Quick answer: Collect device model, OS version, available and total memory, GPU, locale, orientation, and free storage on every mobile crash, because failures cluster by these dimensions. Capture only what helps you debug, avoid personal identifiers, and you get diagnosable reports without crossing the privacy line.

On mobile, a crash report without device information is almost worthless. The same build runs across thousands of device models, a dozen OS versions, and a huge range of memory and performance tiers, and crashes cluster along exactly those dimensions. Knowing what a crash was does not help until you know where it happened, on which device, which OS, with how much memory. This guide covers exactly which device fields to collect on Android and iOS, why each one earns its place, and where the privacy line is.

Why device info is the whole game on mobile

Mobile is the most fragmented platform in gaming. A crash that never appears on the flagship phone you develop on may be hitting a quarter of your players on a budget device with a third of the memory and a different GPU. Without device info, every crash looks the same and you cannot see these clusters, so you waste time on issues that affect few players and miss the ones that affect many.

Device info is what makes crash data actionable. Once each report carries the device context, triage becomes a filtering exercise: sort crashes by frequency, then break the top one down by device and OS. The pattern that emerges, a single chipset, a single OS version, a low-memory tier, usually points straight at the cause, which is invisible without the data.

The essential fields

Start with the fields that explain the most crashes. Device model and manufacturer identify the hardware. OS version and API level capture platform differences and deprecated behavior. Available memory and total memory are critical because many mobile crashes are really out-of-memory kills. The GPU and renderer matter for graphics crashes, which cluster hard by chipset.

Add free storage, because a device with no free space fails to write saves and cache in ways that look like random crashes, and screen size and orientation, because layout and rendering bugs are often orientation- or resolution-specific. Capture your own build version too, so you know whether the crash is already fixed in a newer release.

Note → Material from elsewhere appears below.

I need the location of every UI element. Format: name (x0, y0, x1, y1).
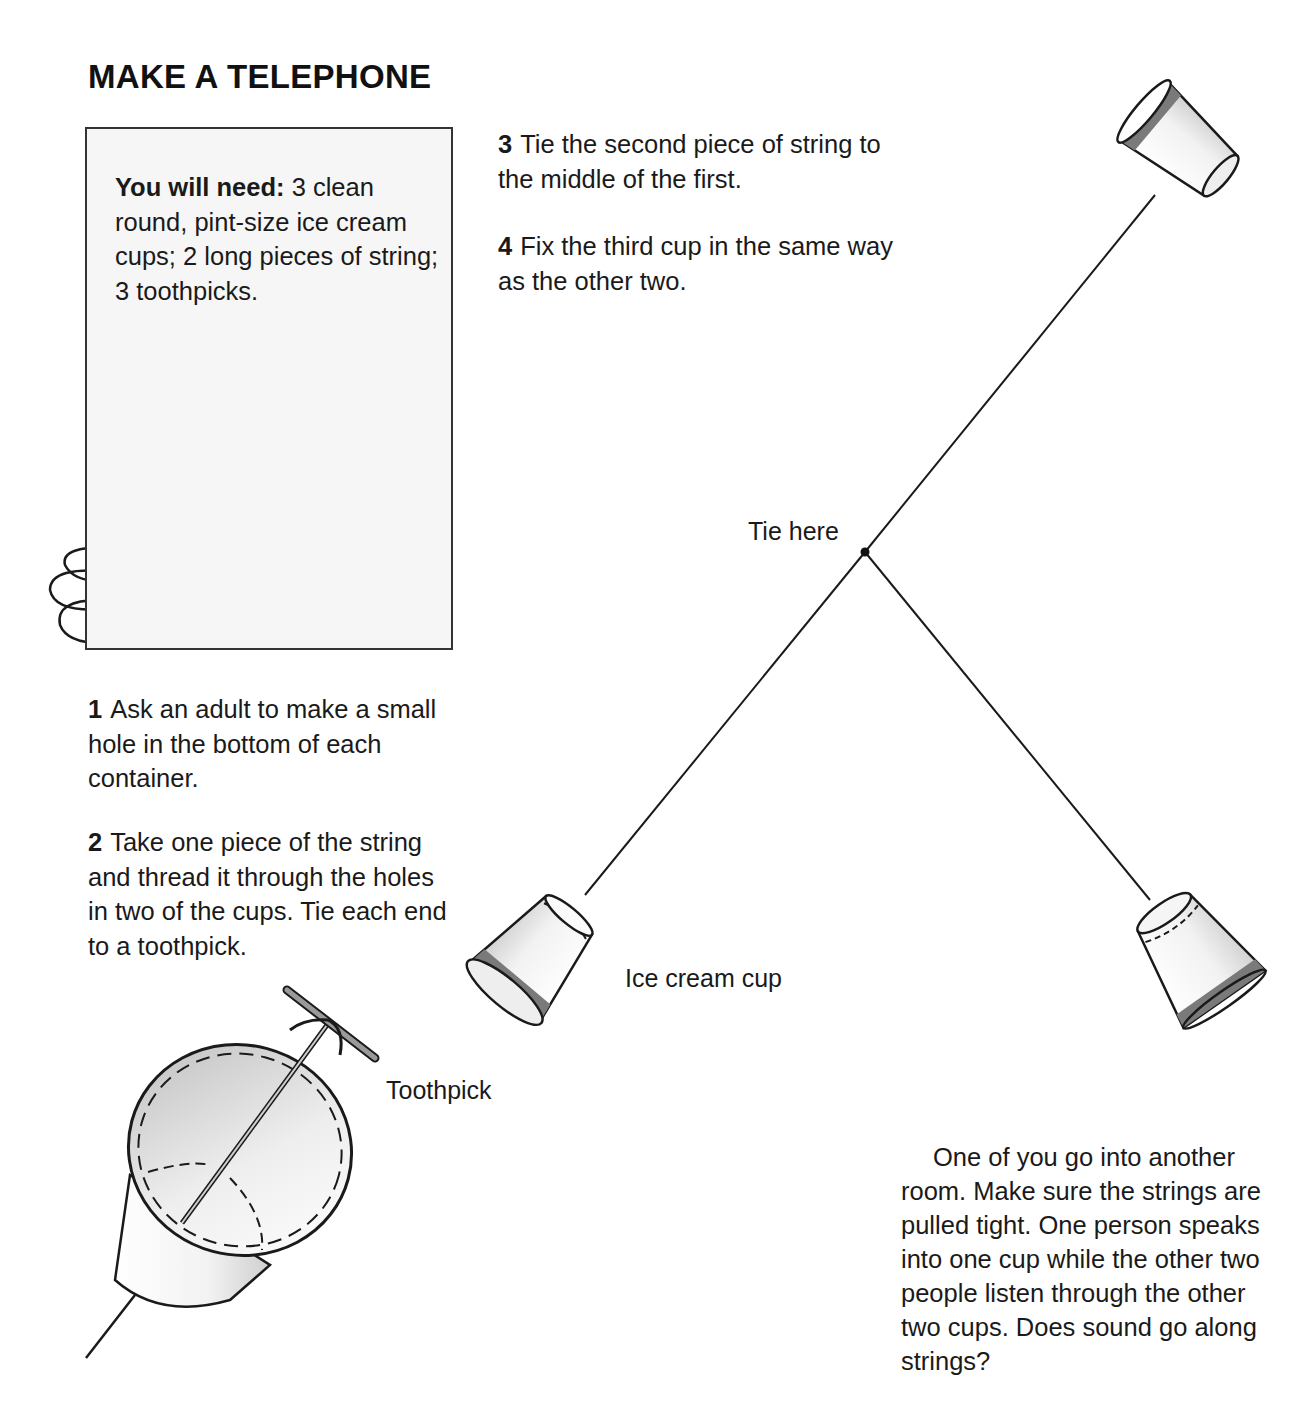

Each of these fields earns its place by explaining a category of crashes you would otherwise chase blind.

Useful secondary fields

Beyond the essentials, a few more fields pay off. Locale and language catch localization-specific crashes and number-formatting bugs that only appear in certain regions. Battery state and thermal state can correlate with crashes on devices that throttle hard when hot. Network type can matter for crashes tied to connectivity, and the available CPU cores hint at performance-tier issues.

Capture whether the device is rooted or jailbroken only if it is relevant to your debugging, and capture the app install source if it helps distinguish official from repackaged builds. The principle is to collect fields that help you actually diagnose crashes, not to vacuum up everything possible, because every field has a cost in privacy and in noise.

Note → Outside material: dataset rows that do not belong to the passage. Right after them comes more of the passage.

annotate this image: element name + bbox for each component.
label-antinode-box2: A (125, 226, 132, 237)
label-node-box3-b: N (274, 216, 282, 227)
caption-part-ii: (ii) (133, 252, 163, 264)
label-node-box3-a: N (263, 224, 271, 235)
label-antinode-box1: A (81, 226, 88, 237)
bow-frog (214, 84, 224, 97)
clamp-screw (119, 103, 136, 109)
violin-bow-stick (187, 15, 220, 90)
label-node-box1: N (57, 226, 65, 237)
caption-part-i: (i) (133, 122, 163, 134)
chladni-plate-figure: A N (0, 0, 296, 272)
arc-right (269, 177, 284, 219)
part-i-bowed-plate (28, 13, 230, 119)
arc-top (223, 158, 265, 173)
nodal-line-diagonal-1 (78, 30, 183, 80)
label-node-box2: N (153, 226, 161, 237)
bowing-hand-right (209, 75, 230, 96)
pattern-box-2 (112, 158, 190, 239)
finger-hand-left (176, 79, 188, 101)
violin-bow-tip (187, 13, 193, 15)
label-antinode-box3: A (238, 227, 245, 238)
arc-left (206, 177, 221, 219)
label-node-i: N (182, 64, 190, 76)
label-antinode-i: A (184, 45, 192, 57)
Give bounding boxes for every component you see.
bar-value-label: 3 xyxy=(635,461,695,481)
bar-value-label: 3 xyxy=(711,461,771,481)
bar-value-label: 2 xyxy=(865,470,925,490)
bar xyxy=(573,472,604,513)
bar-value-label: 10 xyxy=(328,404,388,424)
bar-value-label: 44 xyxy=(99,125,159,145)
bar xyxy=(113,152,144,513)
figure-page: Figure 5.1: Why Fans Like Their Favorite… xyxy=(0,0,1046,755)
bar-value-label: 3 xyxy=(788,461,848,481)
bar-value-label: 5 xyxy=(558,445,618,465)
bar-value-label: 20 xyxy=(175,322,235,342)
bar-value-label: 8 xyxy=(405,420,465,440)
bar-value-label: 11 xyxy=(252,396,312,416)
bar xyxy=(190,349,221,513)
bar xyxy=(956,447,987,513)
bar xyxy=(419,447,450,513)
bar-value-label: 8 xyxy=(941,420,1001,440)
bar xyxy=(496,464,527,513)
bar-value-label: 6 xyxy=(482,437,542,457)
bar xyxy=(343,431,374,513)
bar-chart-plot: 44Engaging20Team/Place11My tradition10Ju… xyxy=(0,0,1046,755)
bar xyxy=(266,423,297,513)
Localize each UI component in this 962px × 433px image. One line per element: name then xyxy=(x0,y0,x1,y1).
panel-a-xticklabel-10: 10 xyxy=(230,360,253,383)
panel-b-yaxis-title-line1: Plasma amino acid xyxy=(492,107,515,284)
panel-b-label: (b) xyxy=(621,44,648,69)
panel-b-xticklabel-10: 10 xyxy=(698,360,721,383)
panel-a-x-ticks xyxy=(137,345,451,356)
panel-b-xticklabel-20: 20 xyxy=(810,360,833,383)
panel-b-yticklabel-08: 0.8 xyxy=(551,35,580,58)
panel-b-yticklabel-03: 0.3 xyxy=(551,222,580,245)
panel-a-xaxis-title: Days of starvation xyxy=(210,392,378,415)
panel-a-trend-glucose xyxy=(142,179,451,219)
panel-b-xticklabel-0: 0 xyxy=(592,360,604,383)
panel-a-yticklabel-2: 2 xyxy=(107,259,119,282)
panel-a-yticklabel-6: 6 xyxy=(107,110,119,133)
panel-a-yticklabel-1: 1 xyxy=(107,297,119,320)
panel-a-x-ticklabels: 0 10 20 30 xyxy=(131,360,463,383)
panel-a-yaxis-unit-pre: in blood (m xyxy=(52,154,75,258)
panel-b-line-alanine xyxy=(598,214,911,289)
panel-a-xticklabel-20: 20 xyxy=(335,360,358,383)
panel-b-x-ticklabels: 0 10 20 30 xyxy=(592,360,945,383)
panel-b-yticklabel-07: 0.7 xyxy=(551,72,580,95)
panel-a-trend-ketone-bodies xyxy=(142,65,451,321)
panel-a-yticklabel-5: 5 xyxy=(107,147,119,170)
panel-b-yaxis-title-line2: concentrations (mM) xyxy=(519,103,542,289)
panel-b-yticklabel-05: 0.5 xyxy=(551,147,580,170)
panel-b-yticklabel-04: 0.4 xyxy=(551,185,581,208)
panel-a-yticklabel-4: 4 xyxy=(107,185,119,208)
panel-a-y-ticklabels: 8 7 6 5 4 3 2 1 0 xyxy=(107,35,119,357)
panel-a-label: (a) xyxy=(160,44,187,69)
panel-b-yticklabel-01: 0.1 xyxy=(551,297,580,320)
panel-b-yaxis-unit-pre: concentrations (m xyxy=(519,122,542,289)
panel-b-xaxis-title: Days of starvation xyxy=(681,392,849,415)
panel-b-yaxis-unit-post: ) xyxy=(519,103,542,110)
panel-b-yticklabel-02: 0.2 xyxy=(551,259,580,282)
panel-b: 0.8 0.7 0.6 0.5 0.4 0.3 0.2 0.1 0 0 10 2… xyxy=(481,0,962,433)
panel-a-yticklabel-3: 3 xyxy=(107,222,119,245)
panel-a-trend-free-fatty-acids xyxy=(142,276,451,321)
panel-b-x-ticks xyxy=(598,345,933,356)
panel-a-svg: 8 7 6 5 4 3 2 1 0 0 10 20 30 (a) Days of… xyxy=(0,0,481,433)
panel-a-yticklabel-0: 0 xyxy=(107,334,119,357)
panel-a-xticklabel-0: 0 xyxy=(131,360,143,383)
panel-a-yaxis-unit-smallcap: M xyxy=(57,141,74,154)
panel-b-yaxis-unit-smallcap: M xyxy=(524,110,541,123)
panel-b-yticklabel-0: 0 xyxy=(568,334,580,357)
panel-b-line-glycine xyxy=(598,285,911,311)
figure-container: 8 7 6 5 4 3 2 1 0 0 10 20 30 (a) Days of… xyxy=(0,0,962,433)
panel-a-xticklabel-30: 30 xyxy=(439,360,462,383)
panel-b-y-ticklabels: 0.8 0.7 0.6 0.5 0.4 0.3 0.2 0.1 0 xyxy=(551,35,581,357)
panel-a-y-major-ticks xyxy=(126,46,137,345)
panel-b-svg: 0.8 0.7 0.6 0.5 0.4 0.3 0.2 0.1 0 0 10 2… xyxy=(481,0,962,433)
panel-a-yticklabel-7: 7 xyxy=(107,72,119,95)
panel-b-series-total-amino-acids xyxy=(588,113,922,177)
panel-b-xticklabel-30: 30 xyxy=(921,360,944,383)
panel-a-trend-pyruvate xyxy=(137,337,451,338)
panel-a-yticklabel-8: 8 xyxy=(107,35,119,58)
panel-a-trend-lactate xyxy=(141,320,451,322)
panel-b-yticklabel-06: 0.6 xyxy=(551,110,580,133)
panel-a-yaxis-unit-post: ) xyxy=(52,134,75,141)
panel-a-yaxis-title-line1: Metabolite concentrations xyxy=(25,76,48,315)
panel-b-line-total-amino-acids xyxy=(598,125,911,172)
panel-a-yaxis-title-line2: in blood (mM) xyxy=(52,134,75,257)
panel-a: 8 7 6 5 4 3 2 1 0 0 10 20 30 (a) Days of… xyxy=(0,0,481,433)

Stay on the right side of privacy

Device info for crash diagnosis is legitimate, but it has a clear boundary: collect what helps you debug, never personal identifiers. Device model and OS version are fine. A persistent hardware identifier that tracks an individual across apps, precise location, contacts, or anything that identifies the person rather than the device crosses the line and may violate platform policies and privacy law.

Be transparent about what you collect in your privacy policy, and prefer ephemeral or aggregate data over anything that fingerprints a user. The goal is to understand the device a crash happened on, not to identify the human holding it. Done right, crash device collection is unobtrusive and privacy-respecting, and players have no reason to object to data that exists only to make their game more stable.

Setting it up with Bugnet

Bugnet captures the essential device fields automatically on iOS and Android, device model, OS version, memory, GPU, and more, so every crash report arrives ready to group by hardware without you wiring up each field by hand. You get the diagnostic context out of the box, focused on debugging rather than tracking.

Add custom fields for the secondary data your game cares about, like the current scene or quality preset, and group identical crashes into occurrence counts. From the dashboard you can filter a crash by device model or OS version in seconds and confirm whether a fix actually reduced the crash on the affected devices, closing the loop on the fragmentation problem.

Turn the fields into fixes

Collecting device info is only the start, the payoff is in the filtering. When your top crash concentrates on low-memory devices, you know to reduce your memory footprint or handle allocation failures gracefully. When it concentrates on one GPU family, you are looking at a shader or driver issue. The device fields turn an undifferentiated crash count into a diagnosis.

Track each crash across releases and across device dimensions so you can prove a fix worked on the hardware it targeted. On a platform you cannot fully test because you cannot own every device, this data-driven approach is how you keep a mobile game stable: your players collectively exercise the device matrix, and the device info you collect is how you read which parts of that matrix are breaking and confirm when you have fixed them.

On mobile, what crashed is half the answer. Where it crashed is the other half.